Backing them up in the pit is a true-sounding 1930s swing band, playing with tremendous verve under the direction of Stephen Bates, whose experience as conductor of "42nd Street" can be traced back two decades to the show's very first road company. At the final curtain, in true Broadway fashion, the band takes up a reprise of the evening's big tunes, a treat well worth lingering to hear rather than making a dash for the cloak room.
Apart from several of the band members, the only non-American components of Moscow's "42nd Street" are its sets and costumes, the former designed by the show's producer, Boris Krasnov; the latter created by German-based clothing designer Patrick Hellmann. Closely resembling the Broadway originals, Krasnov's clever and colorful sets have to them a basically authentic look. Of special note is the delightfully tilted New York skyline which forms the show's most important backdrop.
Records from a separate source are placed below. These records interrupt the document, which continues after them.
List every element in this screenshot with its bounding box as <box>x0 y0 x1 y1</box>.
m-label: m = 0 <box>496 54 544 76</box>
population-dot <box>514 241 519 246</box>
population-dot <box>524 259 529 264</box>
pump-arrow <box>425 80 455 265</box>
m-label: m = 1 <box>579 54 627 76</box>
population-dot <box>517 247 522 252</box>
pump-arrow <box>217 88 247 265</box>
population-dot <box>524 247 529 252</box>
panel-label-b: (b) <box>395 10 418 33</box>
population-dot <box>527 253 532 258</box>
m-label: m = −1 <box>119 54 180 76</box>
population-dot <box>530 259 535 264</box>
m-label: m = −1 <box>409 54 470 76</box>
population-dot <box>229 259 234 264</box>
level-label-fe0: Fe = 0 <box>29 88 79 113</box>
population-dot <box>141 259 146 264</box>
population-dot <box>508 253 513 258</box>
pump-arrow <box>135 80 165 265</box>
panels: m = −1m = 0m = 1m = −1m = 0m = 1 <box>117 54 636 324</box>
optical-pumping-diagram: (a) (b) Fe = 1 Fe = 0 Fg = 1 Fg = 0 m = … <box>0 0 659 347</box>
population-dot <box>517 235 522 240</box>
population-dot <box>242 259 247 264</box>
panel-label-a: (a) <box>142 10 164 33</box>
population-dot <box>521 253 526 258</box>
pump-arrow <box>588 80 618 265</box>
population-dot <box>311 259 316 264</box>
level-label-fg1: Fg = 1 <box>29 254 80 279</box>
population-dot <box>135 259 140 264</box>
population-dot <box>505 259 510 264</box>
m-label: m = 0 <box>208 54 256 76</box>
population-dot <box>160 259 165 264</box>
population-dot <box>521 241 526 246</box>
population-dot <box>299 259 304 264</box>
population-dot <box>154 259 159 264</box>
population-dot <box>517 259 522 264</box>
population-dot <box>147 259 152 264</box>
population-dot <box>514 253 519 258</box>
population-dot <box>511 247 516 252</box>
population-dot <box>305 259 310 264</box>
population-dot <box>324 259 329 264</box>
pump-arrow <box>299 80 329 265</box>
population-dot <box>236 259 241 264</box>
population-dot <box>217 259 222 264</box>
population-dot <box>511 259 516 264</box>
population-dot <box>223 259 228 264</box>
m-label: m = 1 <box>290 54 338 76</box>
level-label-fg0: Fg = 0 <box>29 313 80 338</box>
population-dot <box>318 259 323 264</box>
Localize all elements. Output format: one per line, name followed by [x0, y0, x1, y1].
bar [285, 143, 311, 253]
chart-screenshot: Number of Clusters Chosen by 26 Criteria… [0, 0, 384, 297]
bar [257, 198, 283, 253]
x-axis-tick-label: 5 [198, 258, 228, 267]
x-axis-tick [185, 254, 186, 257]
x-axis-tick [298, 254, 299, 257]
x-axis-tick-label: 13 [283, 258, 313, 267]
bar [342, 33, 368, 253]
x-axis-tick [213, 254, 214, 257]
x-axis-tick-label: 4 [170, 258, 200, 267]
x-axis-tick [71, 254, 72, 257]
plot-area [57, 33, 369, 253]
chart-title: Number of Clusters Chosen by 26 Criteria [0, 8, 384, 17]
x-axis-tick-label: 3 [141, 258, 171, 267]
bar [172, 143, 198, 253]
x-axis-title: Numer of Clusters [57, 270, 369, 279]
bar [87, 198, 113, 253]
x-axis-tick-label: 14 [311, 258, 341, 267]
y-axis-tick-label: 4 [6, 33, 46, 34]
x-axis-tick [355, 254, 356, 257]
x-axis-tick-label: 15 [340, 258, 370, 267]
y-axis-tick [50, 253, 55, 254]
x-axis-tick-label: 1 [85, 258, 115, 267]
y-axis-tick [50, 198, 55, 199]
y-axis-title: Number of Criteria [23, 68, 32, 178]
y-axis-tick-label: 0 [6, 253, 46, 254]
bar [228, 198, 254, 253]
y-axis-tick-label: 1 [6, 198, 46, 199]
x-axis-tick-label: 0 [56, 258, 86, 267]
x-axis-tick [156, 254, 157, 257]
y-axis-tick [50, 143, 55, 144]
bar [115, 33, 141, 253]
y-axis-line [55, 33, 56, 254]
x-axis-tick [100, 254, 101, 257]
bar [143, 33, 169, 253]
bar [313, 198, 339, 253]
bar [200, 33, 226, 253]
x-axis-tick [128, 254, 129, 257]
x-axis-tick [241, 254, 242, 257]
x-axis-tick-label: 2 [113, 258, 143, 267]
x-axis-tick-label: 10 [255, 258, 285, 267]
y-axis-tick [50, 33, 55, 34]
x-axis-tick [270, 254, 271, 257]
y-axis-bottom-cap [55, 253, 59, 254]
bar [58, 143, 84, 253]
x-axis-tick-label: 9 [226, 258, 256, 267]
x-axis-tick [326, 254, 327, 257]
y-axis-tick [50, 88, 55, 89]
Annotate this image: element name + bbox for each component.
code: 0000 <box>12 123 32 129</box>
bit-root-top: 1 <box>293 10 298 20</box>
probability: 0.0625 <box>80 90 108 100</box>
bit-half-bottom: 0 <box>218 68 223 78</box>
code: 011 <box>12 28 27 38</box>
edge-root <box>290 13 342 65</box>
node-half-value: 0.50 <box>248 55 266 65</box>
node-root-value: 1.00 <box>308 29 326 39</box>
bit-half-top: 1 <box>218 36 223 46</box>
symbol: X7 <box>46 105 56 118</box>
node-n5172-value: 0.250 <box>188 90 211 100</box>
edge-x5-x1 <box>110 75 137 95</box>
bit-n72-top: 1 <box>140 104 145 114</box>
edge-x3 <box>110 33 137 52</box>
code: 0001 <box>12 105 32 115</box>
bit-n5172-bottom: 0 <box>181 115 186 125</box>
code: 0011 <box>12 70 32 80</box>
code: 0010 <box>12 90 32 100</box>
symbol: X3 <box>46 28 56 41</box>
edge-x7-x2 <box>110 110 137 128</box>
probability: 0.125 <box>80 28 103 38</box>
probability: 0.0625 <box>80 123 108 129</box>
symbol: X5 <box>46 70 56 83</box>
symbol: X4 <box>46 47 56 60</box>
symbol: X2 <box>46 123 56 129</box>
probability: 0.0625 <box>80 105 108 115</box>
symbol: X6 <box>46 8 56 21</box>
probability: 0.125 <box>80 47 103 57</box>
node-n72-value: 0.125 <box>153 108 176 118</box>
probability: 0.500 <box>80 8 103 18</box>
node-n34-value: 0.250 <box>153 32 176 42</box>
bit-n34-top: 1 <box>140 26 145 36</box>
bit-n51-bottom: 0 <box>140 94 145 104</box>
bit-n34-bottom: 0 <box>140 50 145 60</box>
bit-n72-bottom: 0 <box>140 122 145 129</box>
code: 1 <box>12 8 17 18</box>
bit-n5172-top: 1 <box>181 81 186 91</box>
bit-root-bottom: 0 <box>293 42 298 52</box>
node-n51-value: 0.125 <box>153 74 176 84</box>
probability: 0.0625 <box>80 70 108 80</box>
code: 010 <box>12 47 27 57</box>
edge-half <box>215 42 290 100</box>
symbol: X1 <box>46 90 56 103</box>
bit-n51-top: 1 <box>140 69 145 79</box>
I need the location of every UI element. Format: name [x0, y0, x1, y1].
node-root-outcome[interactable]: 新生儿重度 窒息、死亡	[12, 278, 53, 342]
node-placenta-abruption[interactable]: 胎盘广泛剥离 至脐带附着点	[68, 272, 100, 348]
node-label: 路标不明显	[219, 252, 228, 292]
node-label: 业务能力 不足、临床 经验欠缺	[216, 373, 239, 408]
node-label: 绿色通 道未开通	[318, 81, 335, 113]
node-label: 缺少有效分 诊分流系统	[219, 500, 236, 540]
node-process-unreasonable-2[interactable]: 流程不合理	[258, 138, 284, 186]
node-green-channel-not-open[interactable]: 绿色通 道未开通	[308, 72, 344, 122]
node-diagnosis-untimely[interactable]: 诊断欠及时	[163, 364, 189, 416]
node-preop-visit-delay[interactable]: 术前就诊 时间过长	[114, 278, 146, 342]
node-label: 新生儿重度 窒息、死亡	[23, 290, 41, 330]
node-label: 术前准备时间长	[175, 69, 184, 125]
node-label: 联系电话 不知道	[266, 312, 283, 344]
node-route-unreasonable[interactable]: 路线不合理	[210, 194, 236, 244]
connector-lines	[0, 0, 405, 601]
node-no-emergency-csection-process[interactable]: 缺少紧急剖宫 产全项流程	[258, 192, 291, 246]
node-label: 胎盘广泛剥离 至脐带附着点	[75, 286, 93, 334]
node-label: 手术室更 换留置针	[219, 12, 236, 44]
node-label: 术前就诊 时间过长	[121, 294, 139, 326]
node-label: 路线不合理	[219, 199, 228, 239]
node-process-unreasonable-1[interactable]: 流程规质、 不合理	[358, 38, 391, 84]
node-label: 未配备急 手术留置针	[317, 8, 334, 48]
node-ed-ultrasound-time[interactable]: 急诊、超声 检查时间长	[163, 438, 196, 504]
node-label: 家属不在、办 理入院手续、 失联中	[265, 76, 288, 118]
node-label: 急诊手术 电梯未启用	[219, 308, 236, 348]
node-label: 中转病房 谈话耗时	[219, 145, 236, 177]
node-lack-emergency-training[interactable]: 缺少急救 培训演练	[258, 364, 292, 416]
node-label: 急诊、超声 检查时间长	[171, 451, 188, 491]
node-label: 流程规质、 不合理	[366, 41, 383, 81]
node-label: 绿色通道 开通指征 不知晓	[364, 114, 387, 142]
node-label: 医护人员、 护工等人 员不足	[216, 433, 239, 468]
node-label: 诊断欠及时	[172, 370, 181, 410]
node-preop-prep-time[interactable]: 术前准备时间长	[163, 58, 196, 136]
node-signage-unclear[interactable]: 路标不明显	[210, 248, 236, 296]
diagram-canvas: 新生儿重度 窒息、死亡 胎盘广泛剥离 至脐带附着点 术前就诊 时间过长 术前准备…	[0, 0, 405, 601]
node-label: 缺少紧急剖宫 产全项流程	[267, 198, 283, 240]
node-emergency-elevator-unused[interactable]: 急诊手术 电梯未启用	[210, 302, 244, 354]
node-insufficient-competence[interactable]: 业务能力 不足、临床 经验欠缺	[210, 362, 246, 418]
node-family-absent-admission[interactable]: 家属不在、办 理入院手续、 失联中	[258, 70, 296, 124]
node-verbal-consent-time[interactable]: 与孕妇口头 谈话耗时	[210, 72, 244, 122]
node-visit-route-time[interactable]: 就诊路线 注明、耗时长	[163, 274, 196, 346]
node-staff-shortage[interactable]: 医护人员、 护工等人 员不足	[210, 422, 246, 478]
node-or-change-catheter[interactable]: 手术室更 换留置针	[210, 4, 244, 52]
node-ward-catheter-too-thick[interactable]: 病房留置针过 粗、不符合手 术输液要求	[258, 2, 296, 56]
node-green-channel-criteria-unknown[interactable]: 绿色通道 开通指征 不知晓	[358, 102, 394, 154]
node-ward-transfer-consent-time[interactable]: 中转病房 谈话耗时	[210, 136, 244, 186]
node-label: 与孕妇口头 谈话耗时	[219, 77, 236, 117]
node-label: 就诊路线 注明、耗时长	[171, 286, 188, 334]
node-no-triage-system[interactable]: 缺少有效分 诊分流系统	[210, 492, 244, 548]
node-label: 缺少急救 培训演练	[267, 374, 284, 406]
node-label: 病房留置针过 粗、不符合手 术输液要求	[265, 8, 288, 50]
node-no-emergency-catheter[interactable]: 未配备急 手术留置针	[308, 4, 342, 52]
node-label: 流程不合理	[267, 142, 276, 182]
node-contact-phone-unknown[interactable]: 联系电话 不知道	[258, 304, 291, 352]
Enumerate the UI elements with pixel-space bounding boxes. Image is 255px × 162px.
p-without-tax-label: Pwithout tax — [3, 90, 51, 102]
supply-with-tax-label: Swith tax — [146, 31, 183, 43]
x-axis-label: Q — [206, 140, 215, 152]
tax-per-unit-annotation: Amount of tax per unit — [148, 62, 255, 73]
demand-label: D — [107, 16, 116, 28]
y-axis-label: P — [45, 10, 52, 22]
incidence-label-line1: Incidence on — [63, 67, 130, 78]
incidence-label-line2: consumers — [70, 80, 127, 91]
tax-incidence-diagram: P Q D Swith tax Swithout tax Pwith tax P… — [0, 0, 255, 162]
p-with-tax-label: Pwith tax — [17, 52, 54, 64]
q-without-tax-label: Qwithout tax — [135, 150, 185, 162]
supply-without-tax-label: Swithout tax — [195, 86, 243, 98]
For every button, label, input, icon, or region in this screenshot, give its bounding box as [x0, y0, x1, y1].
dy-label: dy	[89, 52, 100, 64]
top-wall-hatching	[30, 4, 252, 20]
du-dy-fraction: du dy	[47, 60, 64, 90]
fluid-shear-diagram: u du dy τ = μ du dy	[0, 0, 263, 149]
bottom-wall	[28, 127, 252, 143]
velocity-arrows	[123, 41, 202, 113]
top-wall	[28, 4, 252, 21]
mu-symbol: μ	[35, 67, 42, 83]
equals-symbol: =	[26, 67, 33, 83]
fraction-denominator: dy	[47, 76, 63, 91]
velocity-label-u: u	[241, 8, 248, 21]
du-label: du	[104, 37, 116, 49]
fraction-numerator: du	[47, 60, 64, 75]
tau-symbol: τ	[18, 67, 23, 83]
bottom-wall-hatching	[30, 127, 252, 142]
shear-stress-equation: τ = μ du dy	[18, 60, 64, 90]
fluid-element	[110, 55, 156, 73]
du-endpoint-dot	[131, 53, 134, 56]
Hellmann gives the "Pretty Lady" scenes a gorgeous array of costumes, but some of his more mundane street clothes lack a 1930s touch. In particular, Timothy Sell's well sung and acted Julian Marsh, "Pretty Lady"'s director, would certainly have greater impact if he were clothed in a suit of the show's own era rather than one which might have come off the rack at a Hellmann Moscow boutique.
These very minor reservations aside, "42nd Street" can only be called a huge success - and a bright, warm, happy antidote to the early winter blues.
MDM has been given a thorough sprucing up to host "42nd Street" Whatever incarnations it may have had during its Soviet past, the theater now offers near-perfect viewing and listening conditions, with comfortable seats, a clear view of the stage from every corner of the house and a sophisticated sound system to carry the words and music.
"42nd Street" plays at 7 p.m. nightly Tuesday through Sunday at MDM, located at 28 Komsomolsky Pr., Moscow. Tel.: (095) 246-2680, (095) 245-8439. Reservations: (095) 755-2242, (095) 784-7787.
TITLE: Video-Art Party-Festival Breaks the Mold
AUTHOR: By Aliona Bocharova
PUBLISHER: Special to The St. Petersburg Times
TEXT: Feature films and documentaries have long been a part of local movie-goers' and art-lovers' cultural menu, yet video art, an eclectic artistic mix, remains largely an exception.
For this reason, BLICK, a project to screen "new Nordic films and videos" that takes place at Mirage cinema on Saturday, is being promoted in a party format. The screenings, accompanied by Scandinavian easy-listening music played by local DJs, begin at midnight and run until 4 a.m.
BLICK started in Sweden in 1999 and aimed to bring together the most recent films and videos created by young artists from across Scandinavia. After a lengthy selection process, undertaken in 2001 and superintended by curators from Stockholm's Modern Museum and Helsinki's Nordic Institute of Contemporary Art, or NIFCA, 40 works were shown to Scandinavian audiences. The first screenings took place at NIFCA and the Modern Museum last October.
"The response was quite positive, and proved a firm interest in video art in the Nordic countries," says Thomas Heikkela, the project manager for cultural affairs at the information bureau of the Nordic Council of Ministers.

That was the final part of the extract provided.